Discourse on Method, Part 3.

[1965]. As demonstration is the showing the agreement or disagreement of two ideas, by the intervention of one or more proofs, which have a constant, immutable, and visible connexion one with another; so probability is nothing but the appearance of such an agreement or disagreement, by the intervention of proofs, whose connexion is not constant and immutable, or at least is not perceived to be so, and it is enough to induce the mind to judge the proposition to be true or false, rather than contrary.—Locke, John.

An Essay concerning Human Understanding, Bk. 4, chap. 15, sect. 1.

[1966]. The difference between necessary and contingent truths is indeed the same as that between commensurable and incommensurable numbers. For the reduction of commensurable numbers to a common measure is analogous to the demonstration of necessary truths, or their reduction to such as are identical. But as, in the case of surd ratios, the reduction involves an infinite process, and yet approaches a common measure, so that a definite but unending series is obtained, so also contingent truths require an infinite analysis, which God alone can accomplish.—Leibnitz.

Philosophische Schriften [Gerhardt] Bd. 7 (Berlin, 1890), p. 200.

[1967]. The theory in question [theory of probability] affords an excellent illustration of the application of the theory of permutation and combinations which is the fundamental part of the algebra of discrete quantity; it forms in the elementary parts an excellent logical exercise in the accurate use of terms and in the nice discrimination of shades of meaning; and, above all, it enters into the regulation of some of the most important practical concerns of modern life.—Chrystal, George.

Algebra, Vol. 2 (Edinburgh, 1889), chap. 36, sect. 1.

[1968]. There is possibly no branch of mathematics at once so interesting, so bewildering, and of so great practical importance as the theory of probabilities. Its history reveals both the wonders that can be accomplished and the bounds that cannot be transcended by mathematical science. It is the link between rigid deduction and the vast field of inductive science. A complete theory of probabilities would be the complete theory of the formation of belief. It is certainly a pity then, that, to quote M. Bertrand, “one cannot well understand the calculus of probabilities without having read Laplace’s work,” and that “one cannot read Laplace’s work without having prepared oneself for it by the most profound mathematical studies”—Davis, E. W.

Bulletin American Mathematical Society, Vol. 1 (1894-1895), p. 16.

[1969]. The most important questions of life are, for the most part, really only problems of probability. Strictly speaking one may even say that nearly all our knowledge is problematical; and in the small number of things which we are able to know with certainty, even in the mathematical sciences themselves, induction and analogy, the principal means for discovering truth, are based on probabilities, so that the entire system of human knowledge is connected with this theory.—Laplace.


§ WHAT IS BEING ASKED
In the entries below, how many lines hold the word "group"? Answer with the number only.

§ THE RECORDS
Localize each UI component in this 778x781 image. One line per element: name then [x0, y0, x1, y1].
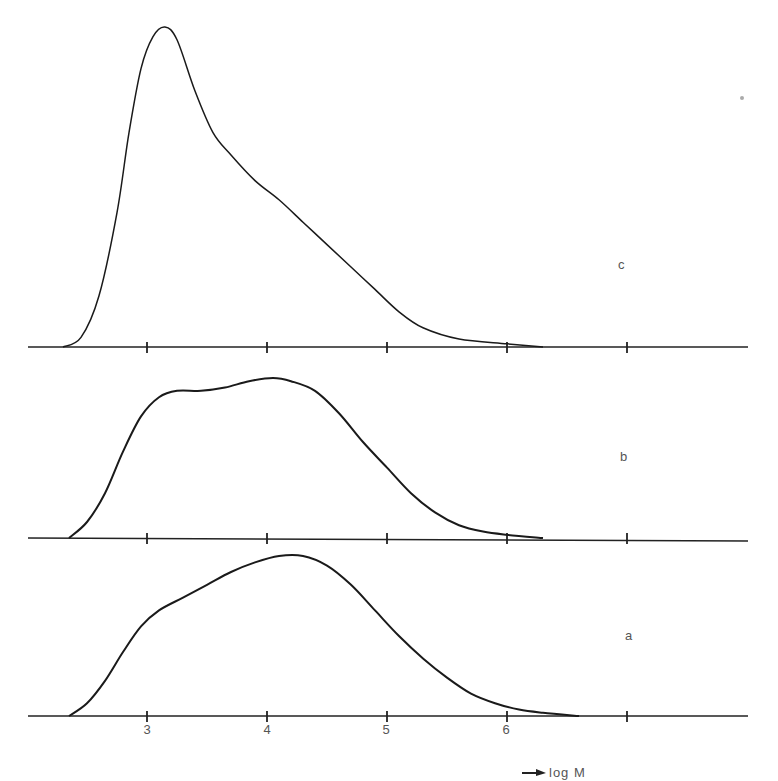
distribution-curve-b [69, 378, 543, 538]
distribution-curve-a [69, 555, 579, 716]
panel-label-c: c [618, 257, 625, 272]
axes-group [28, 342, 748, 722]
panel-label-a: a [625, 628, 632, 643]
panel-label-b: b [620, 449, 627, 464]
plot-area [0, 0, 778, 781]
x-axis-title: log M [549, 765, 586, 780]
figure: c b a 3 4 5 6 log M [0, 0, 778, 781]
distribution-curve-c [63, 27, 543, 347]
x-tick-label-4: 4 [263, 722, 270, 737]
scan-speck [740, 96, 744, 100]
x-axis-line-b [28, 538, 748, 541]
x-tick-label-5: 5 [382, 722, 389, 737]
x-tick-label-6: 6 [502, 722, 509, 737]
x-tick-label-3: 3 [143, 722, 150, 737]
right-arrow-icon [522, 769, 546, 776]
curves-group [63, 27, 579, 716]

§ WRITTEN ANSWER
2